Once my shift ended, I arrived at the dining hall where Julie was already waiting for us on a table. Our traditional Sunday dinners.

‘I don’t wanna talk about it!’ She laughed as I sat down next to her with my tray of food.

‘Hey I tried to warn you about Hector the Molestor but…’

‘Yeah…I should have listened!’ Julie winked ‘By the way, is Jenny not joining us for dinner?’

‘She’s running late…we made up earlier today…long story.’

‘Good. I shouldn’t have told you what she said while you were in New York…it seemed to have really messed things up between you guys.’

‘I’m glad you did. I needed to know.’

‘If it makes you feel any better, I resented her for the comment as much as you did. Can you realize how I must have felt when Jenny said that? That she enjoys hanging out with me instead of you because she doesn’t feel less pretty and like she’s in your shadows. So what does that make me? The bottom end of our friendship food chain? Even girls that develop inferiority complexes can feel better standing next to me…’

‘Julie…that’s not true!’

‘No it is…and I thought about Jenny’s words the same way you did. But I guess envy is an inevitable emotion among girlfriends.’

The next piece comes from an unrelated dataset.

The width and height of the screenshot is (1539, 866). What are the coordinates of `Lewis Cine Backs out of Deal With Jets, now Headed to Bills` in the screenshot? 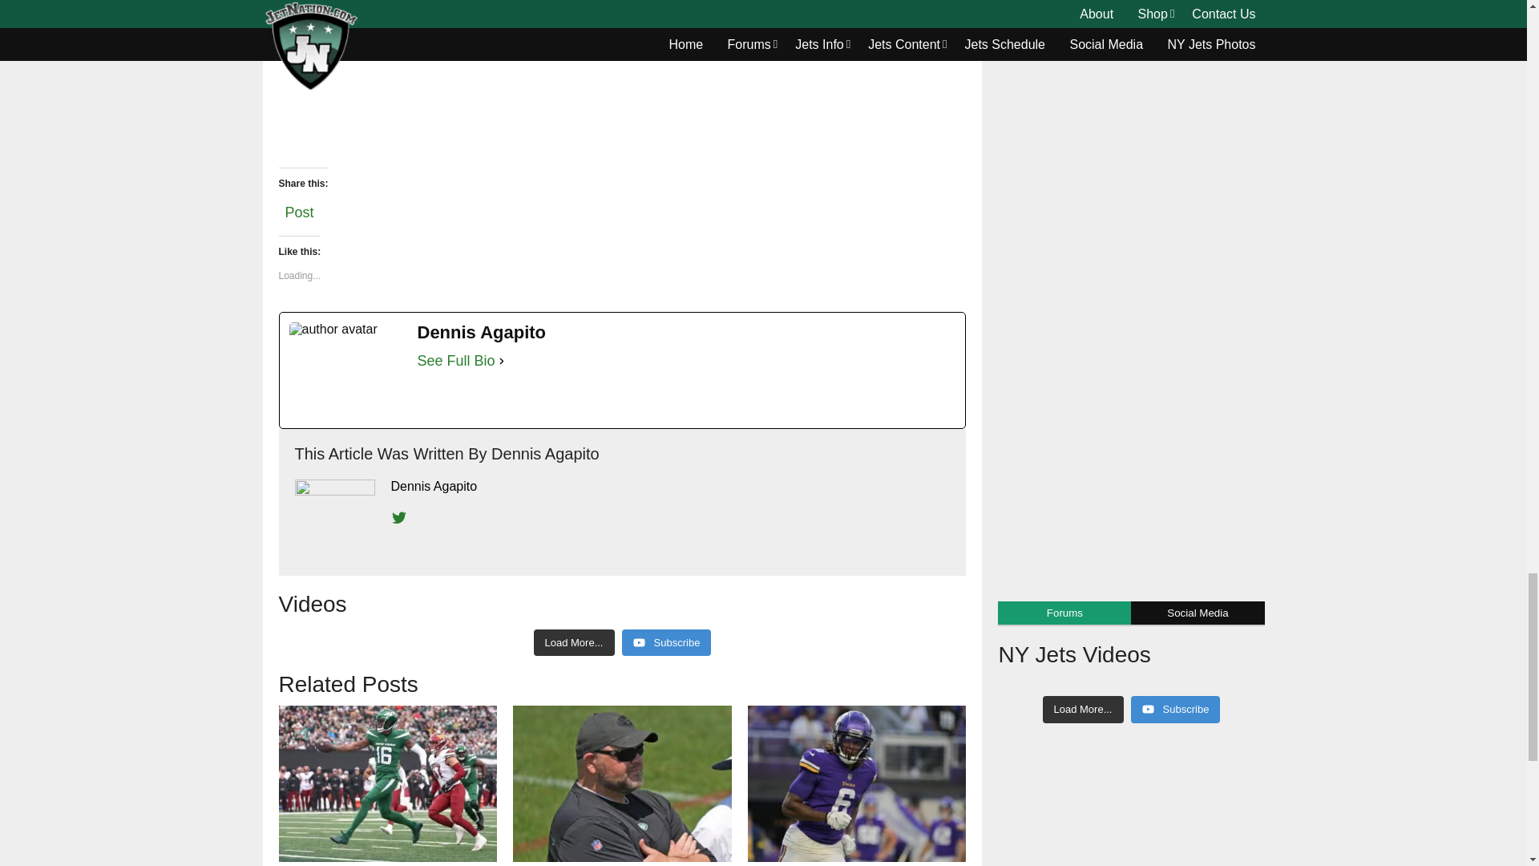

I didn’t try to sugarcoat my replies. ‘So I guess the more important question is…where do we go from here?’

‘Accept some realities and then move on.’ Julie smiled.

Jenny eventually joined us for dinner and after a brief bout of an awkward silence Julie raised her glass ‘So chicas….spill the beans...the end to yet another crazy weekend in our lives…and I want details!’


The dining hall of our dorm echoed in the familiar warmth of camaraderie’s din. Inhabitants on every table talked to each other about the weekend while setting their differences aside. The jocks on one table laughing loudly and belching about which chick they ‘hit’ and ‘tapped’. The cheerleaders and sorority girls giggling over gossip about each other. The Goths too laughing awkwardly through carefully painted frowns in black lipstick. The gay boys laughing loudly on the other end sharing their own carnal tales of debauchery set in bathhouses and dance clubs. The international students in their corner recounting their weekends with broken accents. And just like them…the three of us sat on our own table…laughing, giggling and sharing details about Chris’s attempted kiss and his revelation of love. About Shane’s sloppy kisses and how Jenny was more than disappointed by what she felt between his legs. About Julie’s terrible night with Hector the Molester who insisted on singing along to a UB40 CD while having sex.


At one point, Jenny reached over and grabbed my hand ‘Baby, you’re an amazing person…just remember…there are people out there who deserve you…who will provide us with unconditional love.’

‘Actually’ I smiled as I squeezed not just her hand but Julie’s as well ‘I don’t know about you guys, but I may have already found them both.’